Goodbye Twitter, Hello Blog!

Posted 2022-11-07.

It’s quickly become clear that the acquisition of Twitter by Elon Musk means the end of the site as I’ve known it since 2008. Instead I’m going to collect all the stuff I would have tweeted about & post it to this blog roughly once a week. If you have an RSS reader you can follow along there. I’ve also created a subreddit where I’ll link to each post, so that folks can follow via Reddit if they prefer, and also comment on what I’ve written. I’d also appreciate comments over email!

My goal is to post fewer things, more thoughtfully, to a smaller audience for a while, and see how that goes.

Deleting your Twitter responsibly

I’d figured Elon Musk’s “free speech idealism” was code for a slow regression back to a Nazi-sympathetic swamp of toxicity, but I hadn’t quite expected him to immediately light user trust on fire. Musk seems to be determined to squeeze every drop of revenue from the site in order to make up for his foolhardy acquisition, so I think it’s only a matter of time before he starts selling user data to third-party companies.

So instead of just deleting my Twitter account wholesale, I’ve downloaded my Twitter archive and set up TweetDeleter to delete almost all my data, including Tweets, Retweets, and Likes. Right now I have it set up to automatically delete anything older than 2 days old. I expect that after a month passes I’ll be posting to Twitter a lot less (if at all) and will just manually remove old content then.

I’m intending to keep my Twitter account registered and to occasionally log in, rather than deleting it entirely. That way I can maintain a pointer to this blog in my bio, and not have to worry about someone impersonating me if Twitter someday decides to reap & reissue old usernames.

For a more nuanced approach to deleting your Twitter content than “burning all of it as quickly as possible”, consider this 2021 thread from Ryan North.

How’s your blog work?

This site is authored with Markdown. I have a short Python script that converts the entire thing to static HTML, so I can still author posts in my favorite text editor (Sublime Text 3) or even draft things on-the-go with a Markdown app like Joplin. This means I’m not reliant on anyone else’s fancy GUI editor, and also means it’s pretty future-proof in case I ever do want to move my content to another site for some reason.

Why not Substack / Medium (etc)?

Many people have moved to tools like Substack & Medium for writing longer-form articles. I’ve definitely considered those sites as well, but it’s hard to be sure that they won’t also go “boom” due to reasons entirely outside my control sometime in the next few years. There’s already something like a 15-year-long gap in my online presence due to Google+ and Twitter melting down in various ways.
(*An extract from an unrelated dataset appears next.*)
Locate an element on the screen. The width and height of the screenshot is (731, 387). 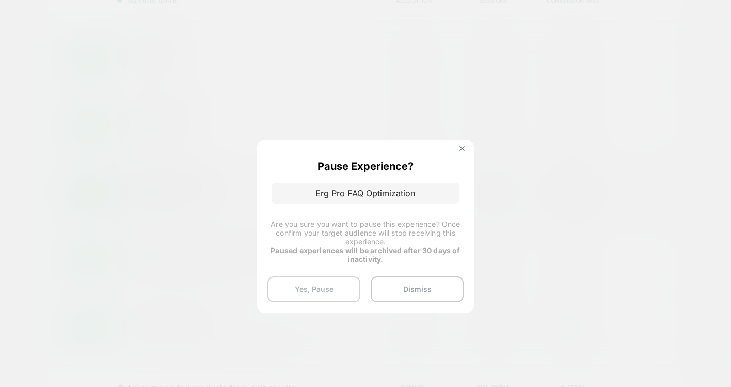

I’d feel like a bit of a sucker to be relying on anyone other than myself to host my content, at this point.

Why not Mastodon?

Mastodon seems like the most obvious choice as a Twitter replacement, but I’m not actually sure that I want a Twitter replacement. As I said up top, I’m gonna try posting fewer things, more thoughtfully. A new app that lets me rapidly tap out hot takes isn’t exactly a good way of supporting that.

I might eventually make a Mastodon account to follow other folks who’ve departed Twitter, so I’m not counting out the idea entirely. :)

Comments?

Chime in on this article’s Reddit thread or send me an email.